How Kathleen Matthews Could Win

A guest blog by Adam Pagnucco.

Congressional District 8 has three strong Democratic candidates with a chance to win.  One of them is former WJLA anchor and Marriott executive Kathleen Matthews.

Strengths

Matthews is an attractive, polished female candidate – an advantage in any Democratic primary dominated by women.  She has been a great fundraiser, excels on television and has run an intelligent campaign based on her strengths.  She has been endorsed by the Washington Post, as was John Delaney in 2012.  Emily’s List has basically taken over her mail program, enabling her to shift more money to her home medium of TV.  And she has not made any significant mistakes during the campaign.

Weaknesses

Matthews started out with no history in local politics, even though she was once well-known as a local journalist.  That caused skepticism from local Democratic Party activists, most of whom quickly lined up behind Senator Jamie Raskin.  Her history of running Marriott’s PAC, which donated to Republicans as well as Democrats, is an issue for some.  Comptroller Peter Franchot, Delegate Bill Frick and former County Executive Doug Duncan are among her few local endorsements.  She has raised far more money out of state than in state.  And her campaign, while professional, has emphasized more standard national Democratic issues than local issues.  Still, Matthews’s strengths outweigh her weaknesses and she has a very good chance to win.

What Our Sources Say

Source: “Matthews started slow – she was so poorly informed and unfamiliar with the people and issues in the district that she bordered on offensive in early appearance and meetings with activists and other potential supporters – but she has become much more comfortable and has performed reasonably well in later candidate forums and debates. The conventional wisdom – and I suspect it is correct – is that Trone takes a bigger chunk of support from Matthews than from Raskin, because Raskin is presumably strongest among the most intensively engaged Democratic base voters, while Trone and Matthews are competing for voters who are less ideological and are less likely to know much about his legislative record.”

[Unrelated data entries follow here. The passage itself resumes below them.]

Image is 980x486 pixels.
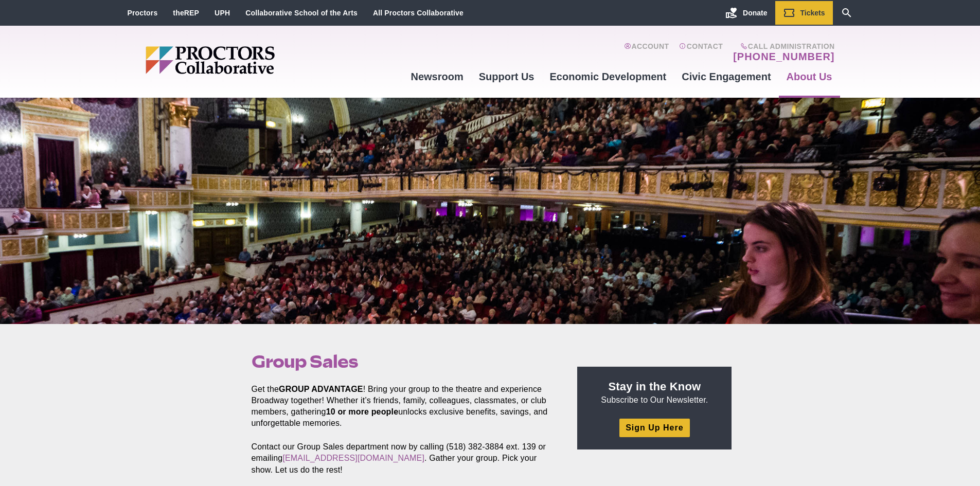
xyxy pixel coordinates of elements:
a: Contact [679,42,723,63]
a: Support Us [472,63,543,91]
a: Account [624,42,669,63]
a: Donate [718,1,775,24]
a: Proctors [127,9,158,17]
p: Subscribe to Our Newsletter. [590,379,720,406]
strong: Stay in the Know [609,380,701,393]
a: Economic Development [543,63,674,91]
h1: Group Sales [251,352,554,371]
a: Tickets [775,1,833,24]
p: Contact our Group Sales department now by calling (518) 382-3884 ext. 139 or emailing . Gather yo... [251,441,554,476]
a: About Us [779,63,840,91]
a: UPH [215,9,230,17]
span: Donate [743,9,767,17]
p: Get the ! Bring your group to the theatre and experience Broadway together! Whether it’s friends,... [251,384,554,429]
img: Proctors logo [146,46,354,74]
span: Tickets [800,9,825,17]
a: Search [833,1,861,24]
a: Sign Up Here [619,418,690,437]
a: [PHONE_NUMBER] [733,50,834,63]
strong: 10 or more people [326,407,399,416]
a: Civic Engagement [674,63,779,91]
span: Call Administration [730,42,834,50]
a: Collaborative School of the Arts [245,9,357,17]
a: [EMAIL_ADDRESS][DOMAIN_NAME] [283,454,424,462]
a: theREP [173,9,199,17]
a: All Proctors Collaborative [373,9,464,17]
strong: GROUP ADVANTAGE [279,385,364,393]
a: Newsroom [403,63,471,91]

Source: “Among insiders, there’s a sense that Kathleen is running a very generic campaign.  Campaign-in-a-box kinda thing.  But insiders are usually wrong, and she obviously has gender on her side (and isn’t afraid to use it).”

Source: “With all due respect to Kathleen who seems like a perfectly nice and intelligent woman, female voters in this District are far too smart to be pandered to the way she has this election cycle. To talk about her time at Marriott in the context of creating jobs and being a business person is like saying her husband – who was Tip O’Neill’s press secretary – served as Speaker of the House.”

Source: “Strong candidate and strong campaign.  If it weren’t for a completely unprecedented amount of self-funding by another outsider candidate, she would have the race sealed.”

How She Could Win

Matthews and her chief ally, Emily’s List, are running an all-female, all-the-time kind of campaign.  And they are smart to do so since women account for roughly 60% of Montgomery County’s Democratic voters, no matter how you cut the electorate.  If Matthews gets a majority of women, she could start with 35 points.  If she adds just five more points from men, she has 40, and that’s probably good enough to win.